| Summary: | shm_open.2 man page does not accurately describe support for read(2)/write(2) on POSIX shared-memory objects | ||
|---|---|---|---|
| Product: | Documentation | Reporter: | Robert Watson <rwatson> |
| Component: | Books & Articles | Assignee: | freebsd-doc (Nobody) <doc> |
| Status: | Closed FIXED | ||
| Severity: | Affects Only Me | CC: | jau, wblock |
| Priority: | --- | ||
| Version: | Latest | ||
| Hardware: | Any | ||
| OS: | Any | ||
Review https://reviews.freebsd.org/D9066 created. A commit references this bug: Author: wblock Date: Fri Jan 13 19:41:02 UTC 2017 New revision: 312083 URL: https://svnweb.freebsd.org/changeset/base/312083 Log: Update the shm_open.2 man page to reflect objective reality. PR: 215612 Submitted by: rwatson MFC after: 1 week Differential Revision: https://reviews.freebsd.org/D9066 Changes: head/lib/libc/sys/shm_open.2 |
The shm_open(2) man page states the following about POSIX shared-memory objects: The result of using open(2), read(2), or write(2) on a shared memory object, or on the descriptor returned by shm_open(), is undefined. It is also undefined whether the shared memory object itself, or its contents, persist across reboots. In FreeBSD, read(2) and write(2) on a shared memory object will fail with EOPNOTSUPP and neither shared memory objects nor their contents persist across reboots. However, this is no longer up-to-date: the kernel implementation explicitly includes support for read(2)/write(2). This documentation also does not mention the confusing property that ftruncate(2) must be called to extend a shared-memory object before it can be written to. I.e., the following does require a call to ftruncate(2): uint8_t buffer[getpagesize()]; ssize_t len; int fd; fd = shm_open(SHM_ANON, O_RDWR | O_CREAT, 0600); if (fd < 0) err(EX_OSERR, "%s: shm_open", __func__); if (ftruncate(fd, getpagesize()) < 0) err(EX_IOERR, "%s: ftruncate", __func__); len = pwrite(fd, buffer, getpagesize(), 0); if (len < 0) err(EX_IOERR, "%s: pwrite", __func__); if (len != getpagesize()) errx(EX_IOERR, "%s: pwrite length mismatch", __func__); If the truncate is missing, then pwrite(2) will return 0 bytes written (EOF). It is not clear that this is a bug, but it probably deserves mention.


Try it:
Pictures in the data below are not part of the copy; transcribe everything else exactly.

Input records:
────

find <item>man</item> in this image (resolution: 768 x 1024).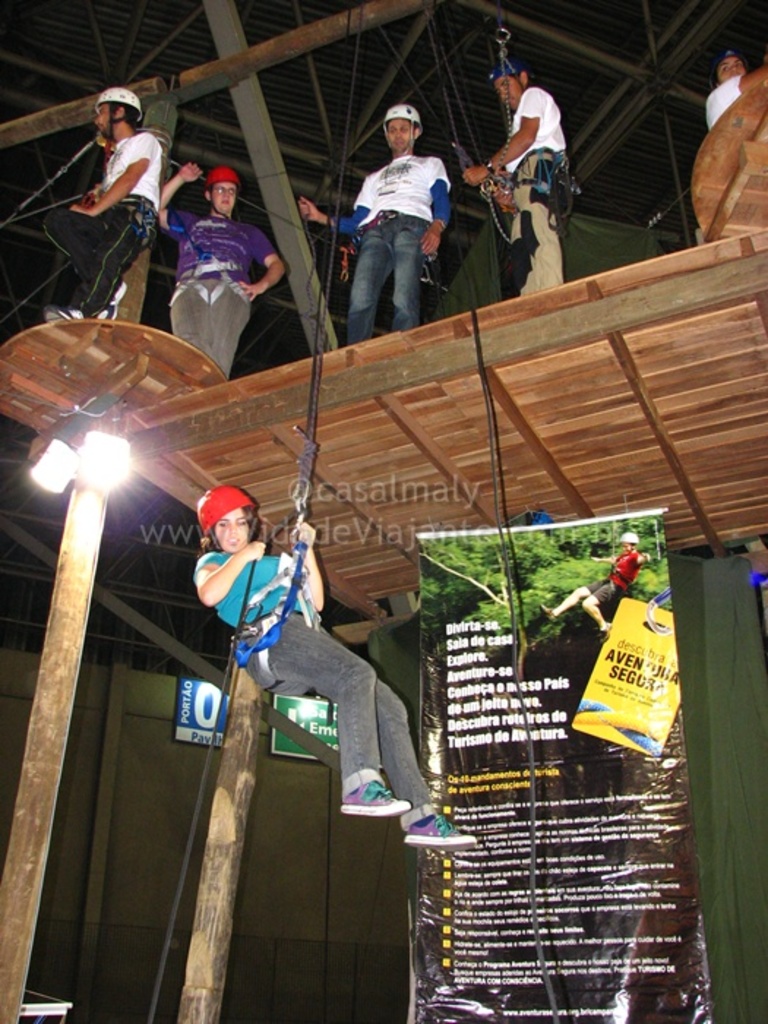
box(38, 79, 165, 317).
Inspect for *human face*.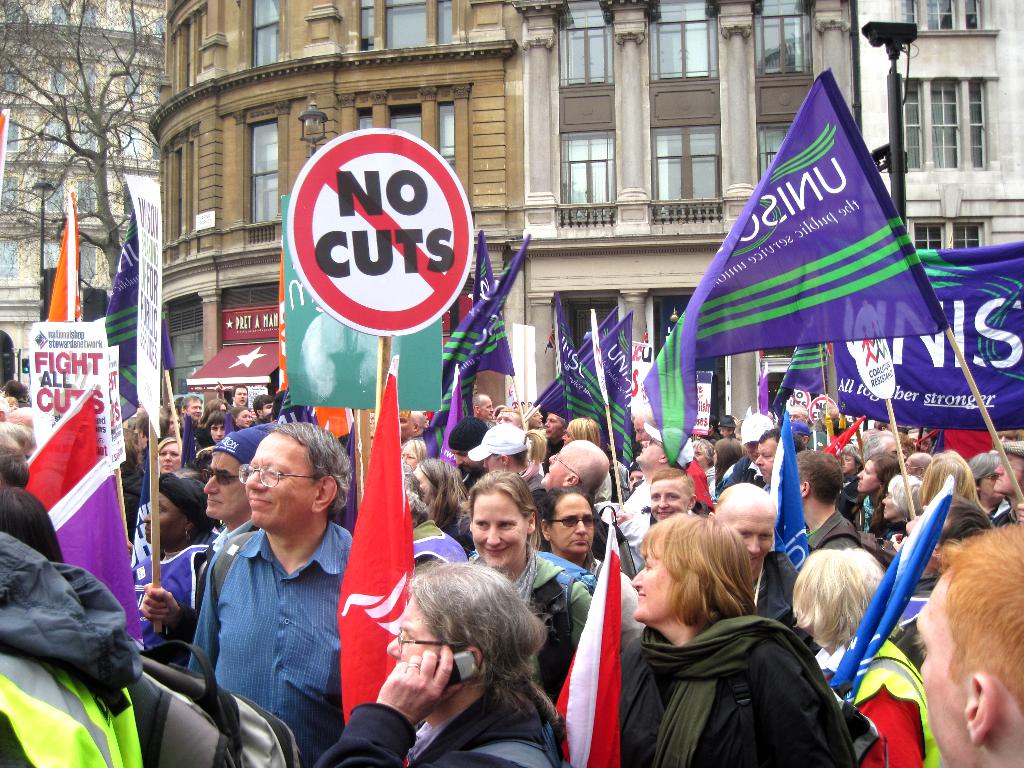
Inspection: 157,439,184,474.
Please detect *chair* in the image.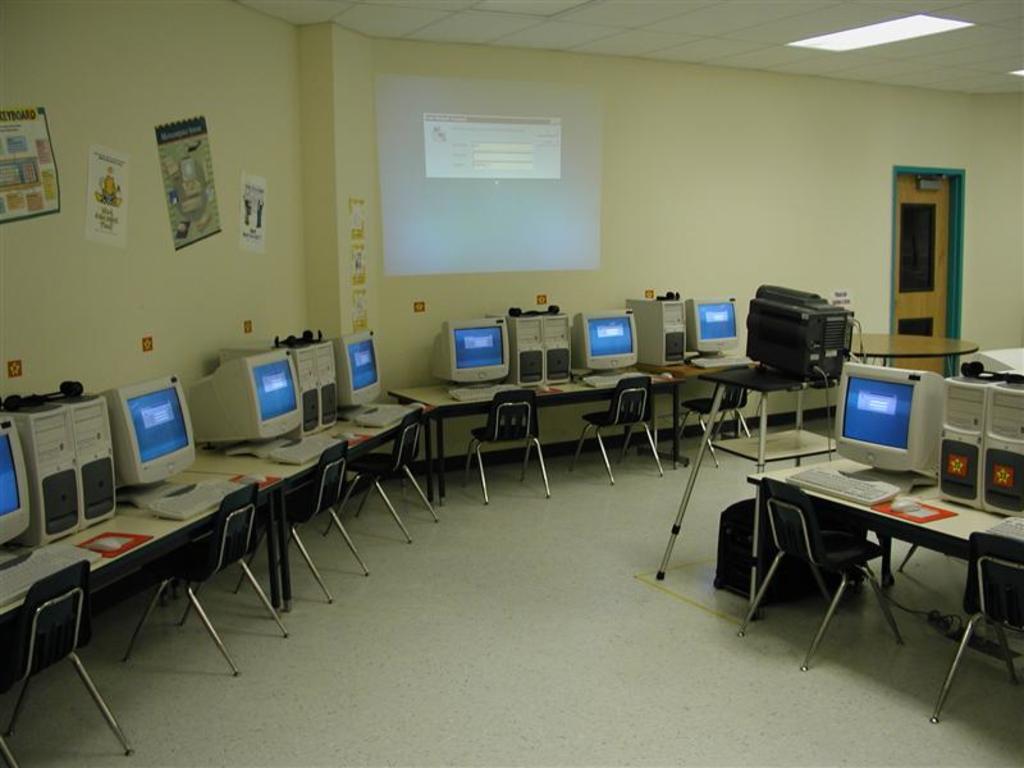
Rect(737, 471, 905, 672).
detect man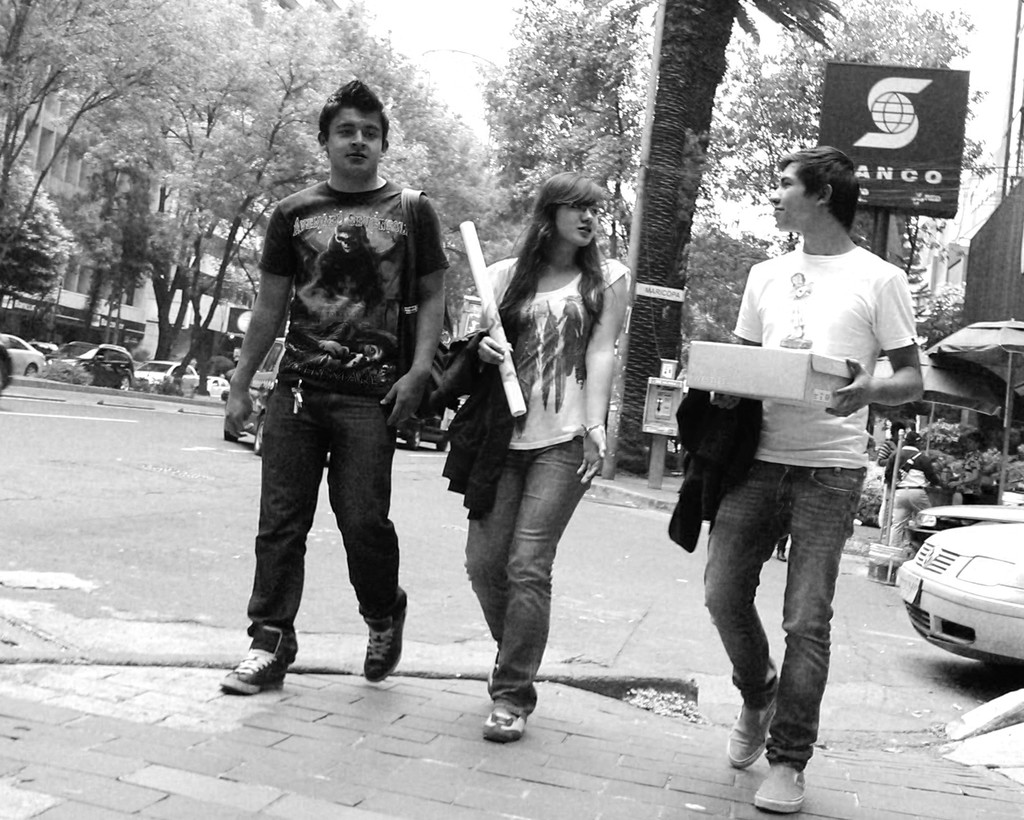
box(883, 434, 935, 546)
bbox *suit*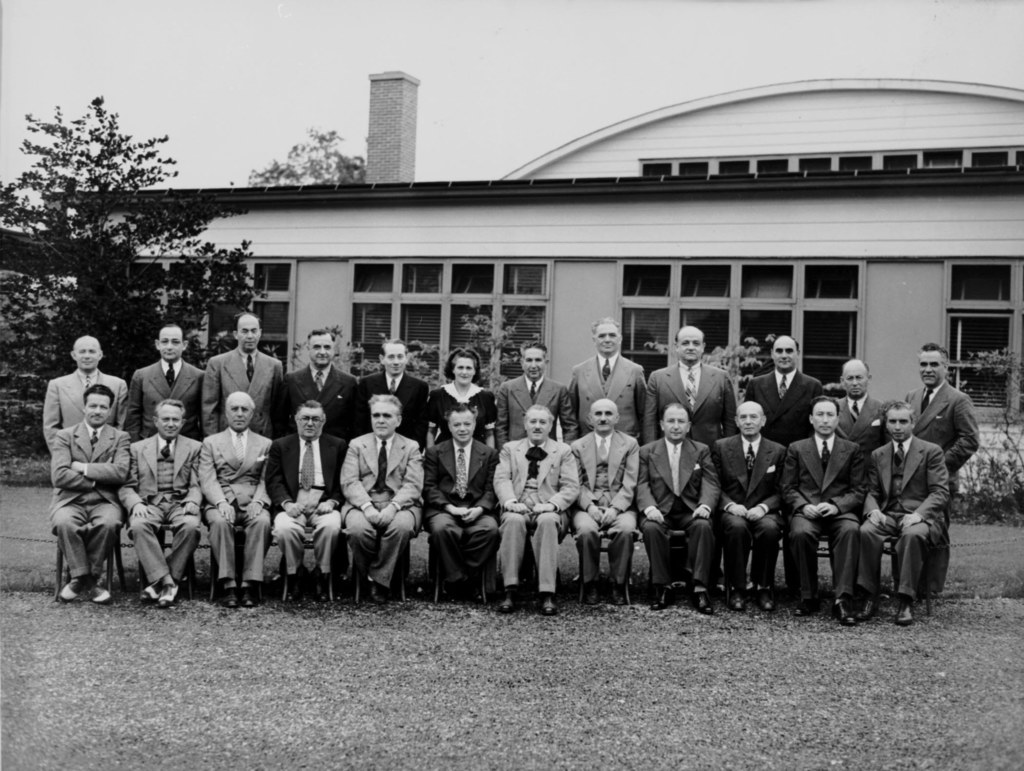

────

Completed exercise:
find <item>man</item> in this image (resolution: 768 x 1024).
box(38, 79, 165, 317).
Inspect for *human face*.
Inspection: 157,439,184,474.
Please detect *chair* in the image.
Rect(737, 471, 905, 672).
detect man
box(883, 434, 935, 546)
bbox *suit*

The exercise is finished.